Building an AI Assessment Infrastructure for Education NGOs

Dec 2025

Three organizations apart from Tech4Dev gathered at the Udhyam office in central Bangalore on December 3rd to talk about a shared challenge. The representatives from The Apprentice Project, Udhyam Learning Foundation, and Inqui-Lab Foundation all had the same problem: they needed to evaluate thousands of student submissions, but they didn’t have enough teachers or volunteers to do it fairly and consistently. 

​​What We Learned from Our Partners

In our meeting, we realized something important: despite working in different domains (entrepreneurship, social-emotional learning, innovation), all three organizations followed a similar pattern when evaluating submissions.

First, they validate. Is the submission in the right format? Does it contain inappropriate content? Is it copied from someone else’s work? These quick checks filter out invalid submissions before spending time on detailed evaluation.

Second, they evaluate. Apply the rubric. Score the work. Determine if it meets expectations. This is the expensive, time consuming part that requires expertise and consistency.

Third, they provide feedback. Students don’t just need a score – they need to understand what they did well and how to improve. Good feedback is encouraging, specific, and actionable.

Each organization had built their own solutions, by virtue of having a tech team to do so. Most organizations in the social and development sector do not have the resources to maintain an internal tech team that can do this for them. We collectively brainstormed to figure if we can build a common infrastructure based off of the learnings of these three organizations.

Our Solution: Assessment Blocks You Can Build With

Imagine building with LEGO blocks. Each block does one specific thing. You can snap them together in different ways to build exactly what you need.

That’s the core idea behind the Assessment Pipeline that we plan on building. Blocks could be of three types:

Validator Blocks are the quick bouncers at the door. They filter out invalid submissions before you spend money on AI processing.

Some validators are simple rules:

  • “Is this text at least 10 words long?”
  • “Is this video between 1-5 minutes?”
  • “Is this image smaller than 10MB?”

These cost nothing to run. They’re instant.

Other validators use lightweight AI models:

  • “Does this text contain profanity?”
  • “Is this submission copied from another student’s work?”
  • “Did the student upload a selfie instead of their homework?”

These do incur a small cost, but save you from running expensive analysis on junk submissions.

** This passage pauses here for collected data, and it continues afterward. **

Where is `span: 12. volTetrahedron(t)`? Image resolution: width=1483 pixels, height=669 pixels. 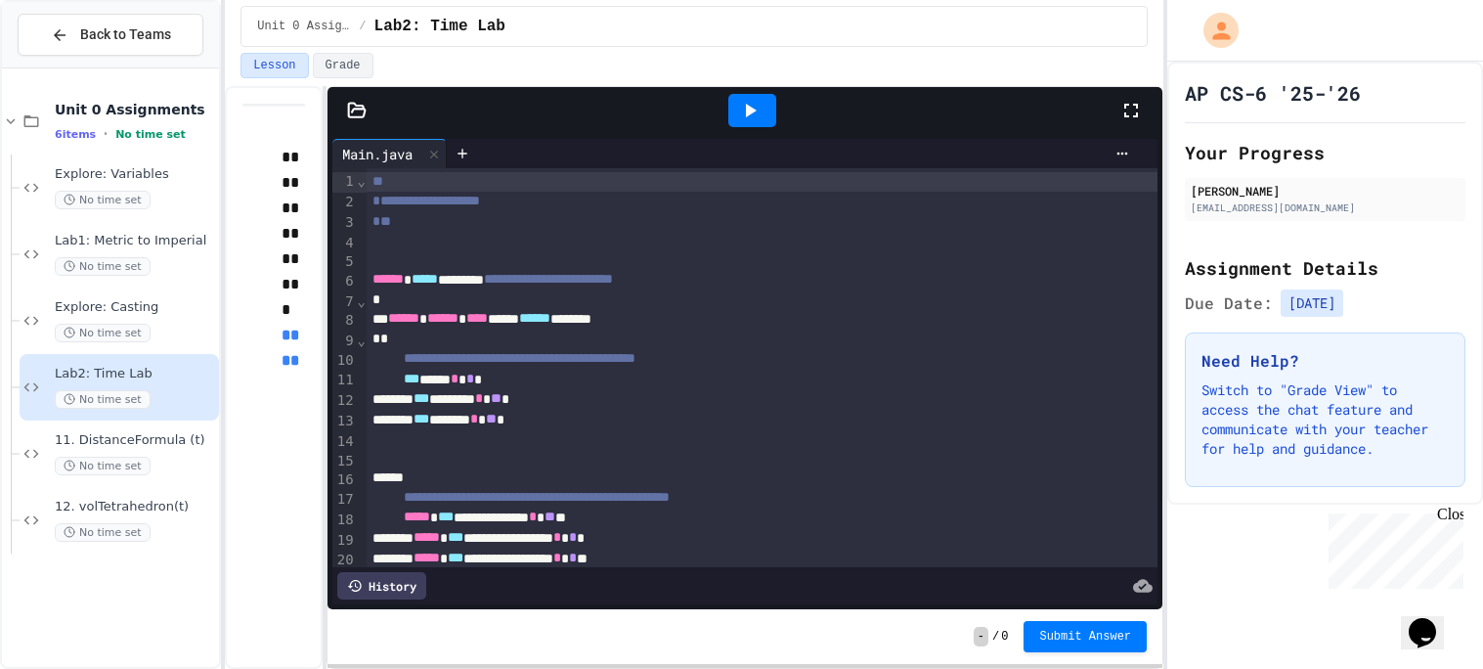
span: 12. volTetrahedron(t) is located at coordinates (135, 506).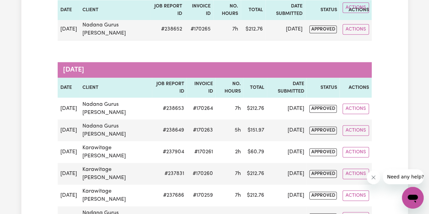 This screenshot has height=214, width=429. Describe the element at coordinates (201, 174) in the screenshot. I see `td: #170260` at that location.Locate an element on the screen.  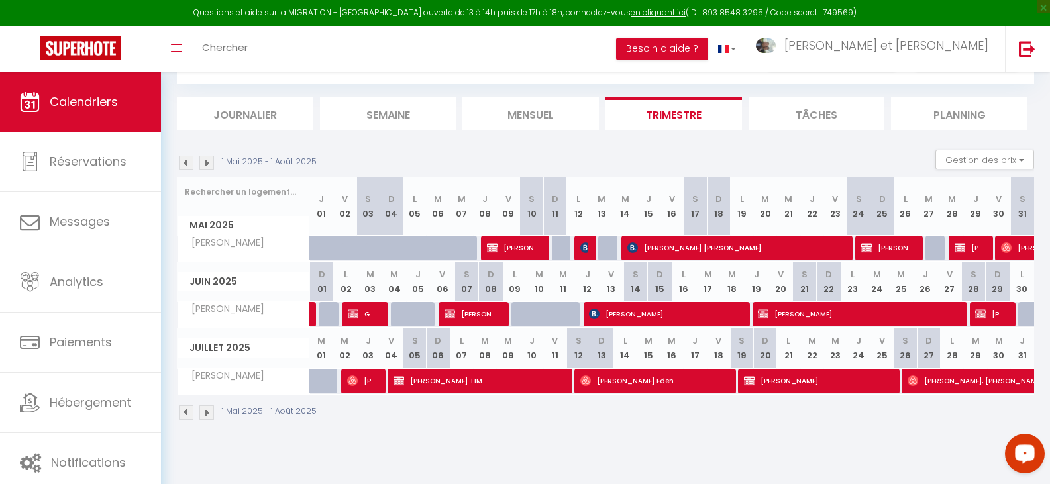
span: Juillet 2025 is located at coordinates (243, 348).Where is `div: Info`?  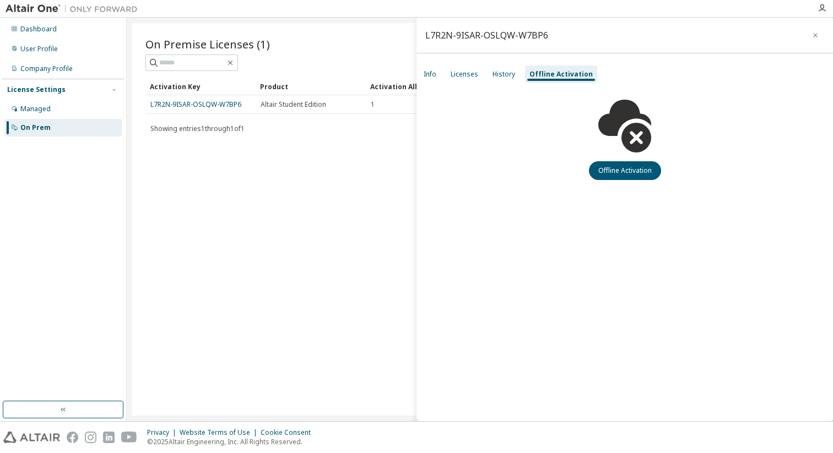 div: Info is located at coordinates (430, 74).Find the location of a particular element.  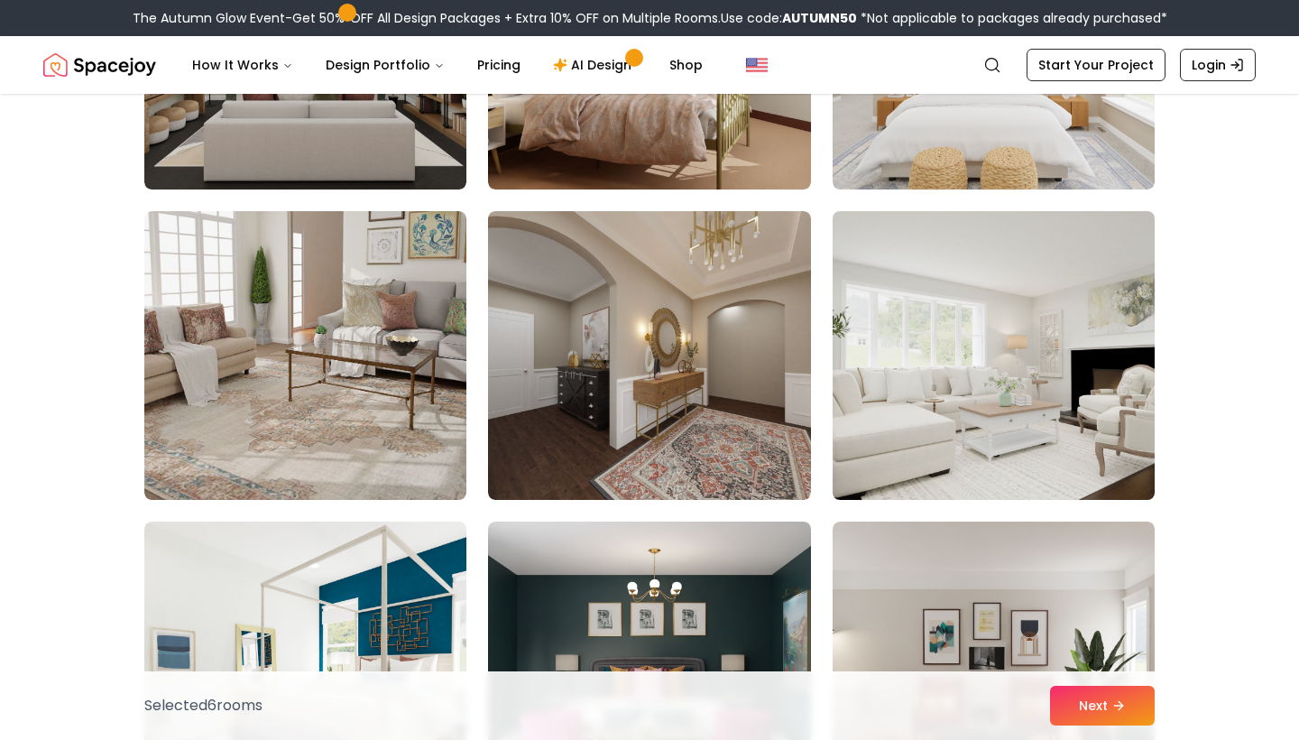

span: *Not applicable to packages already purchased* is located at coordinates (1012, 18).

Evaluator Blocks are where the real assessment happens. These use AI models to:

  • Score submissions against your rubric
  • Check if all required elements are present
  • Compare the work to expected standards
  • Generate detailed assessment data

Feedback Blocks turn cold scores into warm, encouraging messages. They take the evaluation results and create personalized feedback in simple language – whether that’s Hindi, romanized Hindi, English, or another language your students speak.

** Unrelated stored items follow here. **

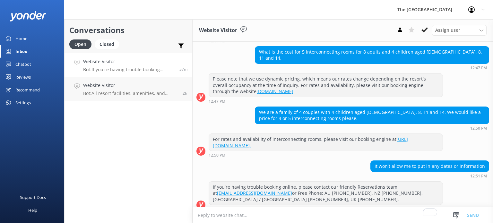  What do you see at coordinates (130, 93) in the screenshot?
I see `p: Bot: All resort facilities, amenities, and services, including the restaurant, are reserved exclu...` at bounding box center [130, 93].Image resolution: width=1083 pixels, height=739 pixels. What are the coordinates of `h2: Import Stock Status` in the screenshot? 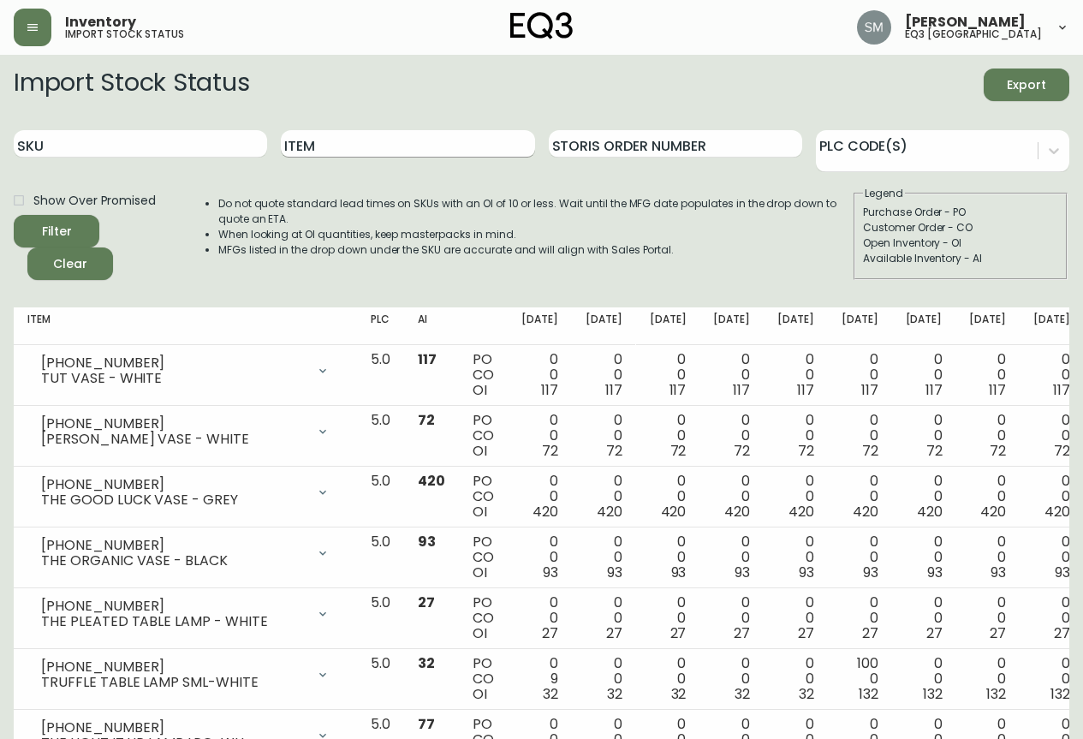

Here’s what makes this powerful: you can chain these blocks together in any order you want. And if something changes – maybe you want to add a plagiarism check, or update your rubric, you just swap out one block and keep the rest of your pipeline intact.

Example:

Students submit two business ideas. The system needs to check if the ideas are valid, evaluate them against a rubric, and give encouraging feedback in Hindi.

Block 1: Text Length Check (rule validator)
→ Rejects submissions that are too short (under 10 words) or too long (over 500 words)

Block 2: Plagiarism Check (AI validator)
→ Verifies that the two submitted ideas are actually different from each other

Block 3: Content Check (AI validator)
→ Verifies that the two submitted ideas are relevant to the assessment

Block 4: Rubric Evaluation (evaluator)
→ Scores the idea on articulation, feasibility, and alignment with program values 

Block 5: Feedback Generation (feedback generator)
→ Creates encouraging feedback in simple Hindi with emojis, suitable for 16-year-olds

Total time: About 30 seconds. Compare that to human evaluation: 15 minutes per submission, with quality varying based on evaluator fatigue and subjective interpretation.

Building on What Already Works

We’re not starting from scratch. The assessment pipeline will build on infrastructure we’ve already created on our Kaapi platform:

Our Unified API lets you work with any AI provider (OpenAI, Google, Anthropic) without getting locked into one company’s tools. If a better or cheaper model comes out tomorrow, you can switch without rebuilding your pipeline.

Our Configuration System stores your prompts and settings in a way that makes them easy to update and version control. Made a change that didn’t work? Roll back to the previous version with one click.

Our Evaluation Framework helps you test and improve your pipelines. Upload a set of submissions with known correct answers, run them through your pipeline, and see how accurate it is. This helps you refine your prompts before you process thousands of real submissions.

Join Us

We learned something important on December 3rd: when organizations share their challenges and solutions, everyone benefits. This is open infrastructure for the social sector. We’re documenting everything we learn, sharing our code, and inviting others to contribute.

If you’re working on similar challenges – whether in education, healthcare, agriculture, or any other social impact domain – we want to hear from you.